Never mind. The State Department, which is doing all it can to expedite the issuance of visas to Chinese citizens – the wait time for an interview with a visa-issuing consular section has been cut to two weeks – has announced it will
deny visas to “extremist Israeli settlers” who are undermining the security of the West Bank. Whether these officials are direct descendants of those who opposed recognition of the State of Israel in 1948 is not known. The immediacy of the administration’s response to the need to rein in these Israeli “extremists”, who have no desire to cross our border, contrasts sharply with its lagged response to the threat posed by thousands of “known getaways” who have done just that, some dressed in military camouflage, some photographed carrying AK-47s as they slip into the country.
America the Oil King
When the year opened, we worried that OPEC would cut production and put upward pressure on crude oil and, by extension, petrol prices. As the year ended, OPEC is worried that America will further increase its record oil production – 13 million barrels per day compared with the Saudi’s restricted output of 9 mbd – and put downward pressure on prices.
The Great Equalizers, Then And Now
About 200 years ago Sam Colt’s invention, a small hand-gun capable of six shots without reloading, was dubbed the great equalizer, making little guys equal to big guys, women equal to men. This generation’s lab-grown diamonds may be the new great equalizer, blurring the distinction between rich and poor. The diamonds that were only a rich or, er, talented girl’s best friend whether square-cut or pear-shaped now have become more accessible to the masses to the consternation of the world’s largest producer of mined diamonds, Putin’s Russia.
A “lab-grown” one-carat solitaire diamond can be bought for about $1,000, compared with $4,000 for a natural stone (the words “synthetic” and “fake” have fallen from favor) according to an Axios survey of retailers, with some surveys putting the difference at less than that. Even a low-rolling guy can enter a Vegas casino with a diamond bedecked doll.

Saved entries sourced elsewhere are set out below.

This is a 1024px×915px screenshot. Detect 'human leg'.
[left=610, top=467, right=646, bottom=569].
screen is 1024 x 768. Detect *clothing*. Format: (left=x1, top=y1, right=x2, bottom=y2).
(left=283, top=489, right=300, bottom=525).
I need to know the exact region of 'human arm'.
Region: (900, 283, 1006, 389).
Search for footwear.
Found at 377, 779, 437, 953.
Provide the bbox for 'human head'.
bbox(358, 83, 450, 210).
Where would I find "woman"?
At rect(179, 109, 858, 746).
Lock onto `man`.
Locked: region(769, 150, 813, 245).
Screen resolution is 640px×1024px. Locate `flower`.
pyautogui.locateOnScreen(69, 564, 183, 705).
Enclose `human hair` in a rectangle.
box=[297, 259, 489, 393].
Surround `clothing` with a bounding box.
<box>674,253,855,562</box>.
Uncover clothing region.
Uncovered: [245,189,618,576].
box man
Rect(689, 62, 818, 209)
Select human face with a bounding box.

Just don’t let anyone who knows a Russian mine from an American, Chinese, Indian or Israeli lab get too close despite claims from such as jewelry designer
Jean Dousset, that “Technology and the human imagination have been able to replicate nature perfectly.” Dousset is the great-great grandson of Louis Cartier, who might have appeared as a vengeful ghost of Christmases past last week to haunt Dousset.
Finally, Americans Decide What Interests Them
An analysis of Google trends by Axios reveals the topics that “stayed top-of-mind” for most Americans in 2023.
Taylor Swift drew more media interest than any other person, topic or event, whether the news was about her tour, albums and films, or her relationship with Kansas City Chief star Travis Kelce. Trump came in second, Ukraine third and President Biden fourth.